Closed agroszer closed 1 month ago
The test failures here will be fixed by #33, I think.
looks like nginx is adding that, because https://www.python.org/dev/peps/pep-0333/#environ-variables says
The contents of any Content-Length fields in the HTTP request. May be empty or absent.
zope.publisher used until
stdlib cgi FieldStorage, which was also ignoring this:
clen = -1
if 'content-length' in self.headers:
try:
clen = int(self.headers['content-length'])
except ValueError:
pass
we just recently switched from python 3.7 to 3.9 and bumped zope.publisher to the latest
also fixing the zope part:
@agroszer Could you rebase your branch on master so that we get passing tests before I merge this? Thanks!
@cjwatson done
Hm. Not wanting to trigger 500
is understandable, but I struggle to decide which behavior is correct in case of a bad Content-Type
value. HTTP spec does not allow it, so a 400
error would be correct. nginx behaves that way, too. The WSGI spec is very unhelpful (as usual) by allowing clearly invalid values for that header. The wording sounds like empty and absent values should be handled equally. So, the patch would be correct by defaulting to -1
as if the header was missing.
Can this be dangerous? The presence of the header indicates that we have a HTTP/1.1
connection that is able to send more than one request over a single connection. So, in theory, a carefully crafted HTTP 1.1 request could be both, one request or multiple requests, depending on the way a bad content-length is interpreted. Not sure which interpretation is best here, but following HTTP spec is probably less risky than following the weaker WSGI spec. A WSGI servers that turns invalid HTTP requests into valid WSGI requests would be incorrect, IMHO.
So, I lean towards throwing MultipartError
in strict mode and assuming -1
otherwise. This is what strict-mode is made for, in the end.
I finally had some time to sink into this project again and revisited this issue. I would now say an invalid content-length header is a hard (fatal) error that should always trigger a MultipartError
, even in non-strict mode. There is no value in supporting broken HTTP clients or WSGI servers, and guessing can lead to subtle errors and even security issues down the road, so better be strict than sorry.
The next release will raise MultipartError
instead of ValueError
and also warn a bit more clearly about the possibility that exceptions may happen, even in non-strict mode.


● **Your assignment**: Keep to one stretch of the data below, the lines from the one with "Image is 582x267 pixels." up to and including the one with "Image is 644x305 pixels.", and return that stretch exactly.

Items from an interface collection
=== Begin Enclosure ===
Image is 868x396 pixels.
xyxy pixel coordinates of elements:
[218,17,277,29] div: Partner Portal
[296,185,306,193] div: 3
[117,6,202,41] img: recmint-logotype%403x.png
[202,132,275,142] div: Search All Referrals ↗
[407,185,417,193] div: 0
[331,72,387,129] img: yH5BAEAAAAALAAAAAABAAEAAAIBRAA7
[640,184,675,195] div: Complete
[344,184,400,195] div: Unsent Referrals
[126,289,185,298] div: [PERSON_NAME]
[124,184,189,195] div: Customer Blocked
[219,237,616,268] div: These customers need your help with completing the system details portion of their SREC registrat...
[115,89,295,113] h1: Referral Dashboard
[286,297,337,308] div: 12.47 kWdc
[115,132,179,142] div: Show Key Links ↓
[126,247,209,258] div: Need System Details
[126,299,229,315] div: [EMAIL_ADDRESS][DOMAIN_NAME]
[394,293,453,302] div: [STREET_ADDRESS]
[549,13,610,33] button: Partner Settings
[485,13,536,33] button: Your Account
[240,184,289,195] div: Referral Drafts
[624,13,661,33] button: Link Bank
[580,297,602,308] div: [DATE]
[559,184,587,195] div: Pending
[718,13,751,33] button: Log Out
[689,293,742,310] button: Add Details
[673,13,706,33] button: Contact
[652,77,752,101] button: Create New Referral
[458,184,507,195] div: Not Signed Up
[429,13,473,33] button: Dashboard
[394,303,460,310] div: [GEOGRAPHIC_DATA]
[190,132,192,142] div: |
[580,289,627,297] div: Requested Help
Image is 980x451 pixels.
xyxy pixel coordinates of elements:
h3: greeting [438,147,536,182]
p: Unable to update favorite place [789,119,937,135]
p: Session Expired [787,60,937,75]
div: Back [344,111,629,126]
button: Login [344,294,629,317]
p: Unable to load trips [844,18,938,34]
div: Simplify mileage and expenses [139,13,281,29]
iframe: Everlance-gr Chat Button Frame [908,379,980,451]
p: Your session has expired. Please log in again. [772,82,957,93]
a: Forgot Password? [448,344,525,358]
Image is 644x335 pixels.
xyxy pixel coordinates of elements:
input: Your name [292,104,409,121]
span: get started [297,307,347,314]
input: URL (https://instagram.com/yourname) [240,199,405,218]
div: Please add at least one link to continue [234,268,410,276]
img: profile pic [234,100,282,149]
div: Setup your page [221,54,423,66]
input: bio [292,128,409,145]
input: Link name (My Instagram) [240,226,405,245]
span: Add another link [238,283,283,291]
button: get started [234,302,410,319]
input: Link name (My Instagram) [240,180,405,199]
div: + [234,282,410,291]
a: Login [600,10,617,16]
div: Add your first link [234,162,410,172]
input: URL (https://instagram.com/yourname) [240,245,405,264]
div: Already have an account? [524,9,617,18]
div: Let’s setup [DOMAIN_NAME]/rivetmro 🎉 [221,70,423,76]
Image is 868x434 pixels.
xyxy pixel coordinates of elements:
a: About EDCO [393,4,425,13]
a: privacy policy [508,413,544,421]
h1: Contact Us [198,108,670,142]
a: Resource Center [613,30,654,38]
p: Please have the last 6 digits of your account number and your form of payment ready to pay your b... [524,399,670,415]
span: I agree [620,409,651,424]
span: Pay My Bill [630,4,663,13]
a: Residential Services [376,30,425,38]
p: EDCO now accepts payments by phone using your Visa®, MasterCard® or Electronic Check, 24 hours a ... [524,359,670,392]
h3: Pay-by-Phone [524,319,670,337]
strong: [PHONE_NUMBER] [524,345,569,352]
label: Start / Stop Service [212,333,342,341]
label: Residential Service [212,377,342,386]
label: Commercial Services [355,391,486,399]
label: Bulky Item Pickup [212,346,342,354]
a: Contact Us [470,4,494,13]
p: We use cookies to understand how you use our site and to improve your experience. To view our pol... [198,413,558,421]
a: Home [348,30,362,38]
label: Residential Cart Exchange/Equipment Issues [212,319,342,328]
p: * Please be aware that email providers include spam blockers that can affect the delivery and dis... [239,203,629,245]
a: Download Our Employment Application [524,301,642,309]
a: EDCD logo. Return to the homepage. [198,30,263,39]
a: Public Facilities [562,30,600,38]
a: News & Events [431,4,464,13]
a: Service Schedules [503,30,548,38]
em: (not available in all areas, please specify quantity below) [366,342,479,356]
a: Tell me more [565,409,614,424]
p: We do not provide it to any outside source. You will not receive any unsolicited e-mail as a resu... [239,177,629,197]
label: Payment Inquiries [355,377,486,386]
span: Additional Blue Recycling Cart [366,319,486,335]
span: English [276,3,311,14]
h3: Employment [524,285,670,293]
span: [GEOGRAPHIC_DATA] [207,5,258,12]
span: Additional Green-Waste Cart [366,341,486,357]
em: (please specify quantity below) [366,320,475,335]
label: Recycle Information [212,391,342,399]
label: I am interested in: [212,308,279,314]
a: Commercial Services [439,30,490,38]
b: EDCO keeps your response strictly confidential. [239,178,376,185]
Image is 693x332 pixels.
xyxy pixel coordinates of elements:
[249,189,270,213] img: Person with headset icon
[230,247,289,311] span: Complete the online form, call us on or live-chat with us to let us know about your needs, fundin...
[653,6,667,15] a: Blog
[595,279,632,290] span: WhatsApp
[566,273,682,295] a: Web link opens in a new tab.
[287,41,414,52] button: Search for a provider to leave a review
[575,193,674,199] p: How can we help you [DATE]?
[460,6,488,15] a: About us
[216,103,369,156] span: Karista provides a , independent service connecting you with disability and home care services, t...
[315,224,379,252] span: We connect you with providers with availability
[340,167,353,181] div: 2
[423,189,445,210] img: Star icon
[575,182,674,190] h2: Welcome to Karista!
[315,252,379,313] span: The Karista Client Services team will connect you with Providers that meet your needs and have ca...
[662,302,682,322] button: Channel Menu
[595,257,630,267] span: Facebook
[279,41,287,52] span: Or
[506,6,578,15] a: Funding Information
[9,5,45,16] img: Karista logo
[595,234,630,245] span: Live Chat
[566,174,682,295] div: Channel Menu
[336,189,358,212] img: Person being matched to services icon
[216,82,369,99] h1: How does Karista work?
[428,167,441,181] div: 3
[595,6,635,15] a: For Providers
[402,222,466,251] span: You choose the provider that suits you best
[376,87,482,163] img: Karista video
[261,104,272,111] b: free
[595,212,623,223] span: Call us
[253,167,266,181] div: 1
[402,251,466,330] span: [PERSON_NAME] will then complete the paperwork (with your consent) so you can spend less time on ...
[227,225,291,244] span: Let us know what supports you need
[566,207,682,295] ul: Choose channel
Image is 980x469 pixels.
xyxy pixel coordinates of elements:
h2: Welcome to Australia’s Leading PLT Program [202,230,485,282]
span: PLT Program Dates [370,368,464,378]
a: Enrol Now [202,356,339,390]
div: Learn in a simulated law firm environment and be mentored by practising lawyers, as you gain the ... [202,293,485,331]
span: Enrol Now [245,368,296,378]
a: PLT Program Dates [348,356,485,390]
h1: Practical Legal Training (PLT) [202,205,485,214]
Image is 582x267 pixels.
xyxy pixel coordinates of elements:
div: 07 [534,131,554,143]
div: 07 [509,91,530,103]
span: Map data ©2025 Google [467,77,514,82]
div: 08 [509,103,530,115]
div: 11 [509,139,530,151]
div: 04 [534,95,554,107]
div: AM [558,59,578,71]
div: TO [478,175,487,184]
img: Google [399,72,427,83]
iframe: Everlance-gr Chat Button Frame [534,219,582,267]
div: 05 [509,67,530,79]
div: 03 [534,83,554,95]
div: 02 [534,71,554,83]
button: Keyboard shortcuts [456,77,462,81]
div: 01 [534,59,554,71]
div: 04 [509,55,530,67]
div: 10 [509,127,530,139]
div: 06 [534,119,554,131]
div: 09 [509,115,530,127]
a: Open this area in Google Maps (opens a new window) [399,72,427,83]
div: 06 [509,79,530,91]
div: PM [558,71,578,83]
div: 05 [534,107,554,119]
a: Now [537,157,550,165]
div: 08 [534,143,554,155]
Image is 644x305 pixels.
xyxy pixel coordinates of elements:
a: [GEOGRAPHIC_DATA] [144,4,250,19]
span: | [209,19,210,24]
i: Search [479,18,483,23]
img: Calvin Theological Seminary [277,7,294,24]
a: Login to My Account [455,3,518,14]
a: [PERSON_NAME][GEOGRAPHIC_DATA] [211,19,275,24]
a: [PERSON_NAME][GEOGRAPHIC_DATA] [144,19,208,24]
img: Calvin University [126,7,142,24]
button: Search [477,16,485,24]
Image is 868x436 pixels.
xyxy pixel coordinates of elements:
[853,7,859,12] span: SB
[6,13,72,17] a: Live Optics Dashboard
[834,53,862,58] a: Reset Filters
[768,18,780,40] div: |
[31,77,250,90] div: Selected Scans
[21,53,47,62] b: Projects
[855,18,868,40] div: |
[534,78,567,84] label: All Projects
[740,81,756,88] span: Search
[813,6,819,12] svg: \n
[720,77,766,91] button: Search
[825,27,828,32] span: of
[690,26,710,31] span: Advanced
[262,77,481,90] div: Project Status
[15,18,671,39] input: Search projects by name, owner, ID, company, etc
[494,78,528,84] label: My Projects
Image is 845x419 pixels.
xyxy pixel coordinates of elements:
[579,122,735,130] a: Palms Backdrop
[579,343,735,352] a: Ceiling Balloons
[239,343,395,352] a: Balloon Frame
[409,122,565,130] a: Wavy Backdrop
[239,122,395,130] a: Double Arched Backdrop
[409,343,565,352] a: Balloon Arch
=== End Enclosure ===
● **Answer to this task**:
Image is 582x267 pixels.
xyxy pixel coordinates of elements:
div: 07 [534,131,554,143]
div: 07 [509,91,530,103]
span: Map data ©2025 Google [467,77,514,82]
div: 08 [509,103,530,115]
div: 11 [509,139,530,151]
div: 04 [534,95,554,107]
div: AM [558,59,578,71]
div: TO [478,175,487,184]
img: Google [399,72,427,83]
iframe: Everlance-gr Chat Button Frame [534,219,582,267]
div: 05 [509,67,530,79]
div: 03 [534,83,554,95]
div: 02 [534,71,554,83]
button: Keyboard shortcuts [456,77,462,81]
div: 01 [534,59,554,71]
div: 04 [509,55,530,67]
div: 10 [509,127,530,139]
div: 06 [534,119,554,131]
div: 09 [509,115,530,127]
a: Open this area in Google Maps (opens a new window) [399,72,427,83]
div: 06 [509,79,530,91]
div: PM [558,71,578,83]
div: 05 [534,107,554,119]
a: Now [537,157,550,165]
div: 08 [534,143,554,155]
Image is 644x305 pixels.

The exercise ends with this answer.